Whenever they did this, we felt as though the campsite – and the whole world, for that matter – belonged to us.

Of all the adult responsibilities they handed over to us upon departure, the one that made us feel the proudest was that of watering those flower beds.

It was the sole obligation that we’d execute as asked.

All the other ones – like making our beds, taking the trash up to the main garbage bins, keeping the fridge well-stocked with bottled water and keeping the RVs clean and tidy – we’d ignore until the day before our parents’ return.

We did this because we could get away with it, and because when the whole world is yours, you just don’t make your bed.

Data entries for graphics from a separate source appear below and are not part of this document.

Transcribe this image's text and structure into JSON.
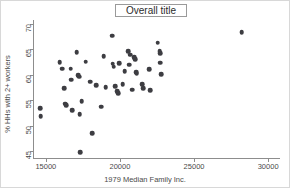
{
  "chart_data": {
    "type": "scatter",
    "title": "Overall title",
    "xlabel": "1979 Median Family Inc.",
    "ylabel": "% HHs with 2+ workers",
    "xlim": [
      14200,
      30800
    ],
    "ylim": [
      43.6,
      70.8
    ],
    "xticks": [
      15000,
      20000,
      25000,
      30000
    ],
    "xtick_labels": [
      "15000",
      "20000",
      "25000",
      "30000"
    ],
    "yticks": [
      45,
      50,
      55,
      60,
      65,
      70
    ],
    "ytick_labels": [
      "45",
      "50",
      "55",
      "60",
      "65",
      "70"
    ],
    "grid": false,
    "legend": null,
    "marker": {
      "shape": "circle",
      "color": "#3d3d42",
      "size": 4.6
    },
    "points": [
      {
        "x": 14620,
        "y": 53.4
      },
      {
        "x": 14640,
        "y": 51.8
      },
      {
        "x": 15940,
        "y": 62.5
      },
      {
        "x": 16100,
        "y": 61.2
      },
      {
        "x": 16230,
        "y": 57.4
      },
      {
        "x": 16300,
        "y": 54.3
      },
      {
        "x": 16380,
        "y": 54.0
      },
      {
        "x": 16690,
        "y": 61.2
      },
      {
        "x": 16710,
        "y": 59.0
      },
      {
        "x": 16760,
        "y": 53.0
      },
      {
        "x": 17080,
        "y": 64.4
      },
      {
        "x": 17180,
        "y": 59.9
      },
      {
        "x": 17250,
        "y": 59.6
      },
      {
        "x": 17280,
        "y": 52.2
      },
      {
        "x": 17320,
        "y": 44.8
      },
      {
        "x": 17420,
        "y": 54.8
      },
      {
        "x": 17680,
        "y": 62.6
      },
      {
        "x": 17990,
        "y": 58.6
      },
      {
        "x": 18120,
        "y": 48.5
      },
      {
        "x": 18410,
        "y": 58.0
      },
      {
        "x": 18730,
        "y": 53.7
      },
      {
        "x": 18900,
        "y": 63.7
      },
      {
        "x": 19050,
        "y": 57.5
      },
      {
        "x": 19480,
        "y": 67.7
      },
      {
        "x": 19520,
        "y": 62.2
      },
      {
        "x": 19570,
        "y": 61.6
      },
      {
        "x": 19680,
        "y": 57.7
      },
      {
        "x": 19830,
        "y": 56.8
      },
      {
        "x": 19880,
        "y": 56.4
      },
      {
        "x": 19960,
        "y": 62.3
      },
      {
        "x": 20190,
        "y": 58.2
      },
      {
        "x": 20310,
        "y": 60.7
      },
      {
        "x": 20560,
        "y": 64.6
      },
      {
        "x": 20620,
        "y": 62.0
      },
      {
        "x": 20680,
        "y": 64.0
      },
      {
        "x": 20810,
        "y": 57.1
      },
      {
        "x": 20980,
        "y": 63.5
      },
      {
        "x": 21020,
        "y": 63.1
      },
      {
        "x": 21090,
        "y": 60.5
      },
      {
        "x": 21140,
        "y": 60.2
      },
      {
        "x": 21520,
        "y": 58.2
      },
      {
        "x": 21570,
        "y": 57.3
      },
      {
        "x": 21980,
        "y": 61.1
      },
      {
        "x": 22050,
        "y": 57.0
      },
      {
        "x": 22550,
        "y": 66.3
      },
      {
        "x": 22680,
        "y": 64.7
      },
      {
        "x": 22700,
        "y": 64.3
      },
      {
        "x": 22730,
        "y": 62.4
      },
      {
        "x": 22790,
        "y": 60.1
      },
      {
        "x": 28220,
        "y": 68.4
      }
    ]
  }
}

At the last minute, we’d do everything together.

Our parents would return on Friday evenings and we’d hand over the campsite, and the world at large, in excellent condition.

So, when people ask me about camping as a vacation option – as if I were some kind of expert – I’m not quite sure what to say.

Having the luxury of an RV with a patio-like extension, a kitchen sink, furniture, a fridge, a chemical toilet, a TV, an air-conditioning unit, a shower with hot water until sunset (and even, for one year, a satellite dish), I don’t know if I have the right to talk about what might be called “classic” camping.

I can only talk about my home, my own “village,” the one constant in my life to date, the “homeland” of my childhood years, the place where, more than anywhere else, I learned about nature, the world and people.

And, like everything else in real life, it came about completely by chance.

Remember that campsite the colleague had told my parents about, the one we’d been looking for back in 1981 and that became the spark for 40 summers?

Well, it turns out we ended up finding a completely different one.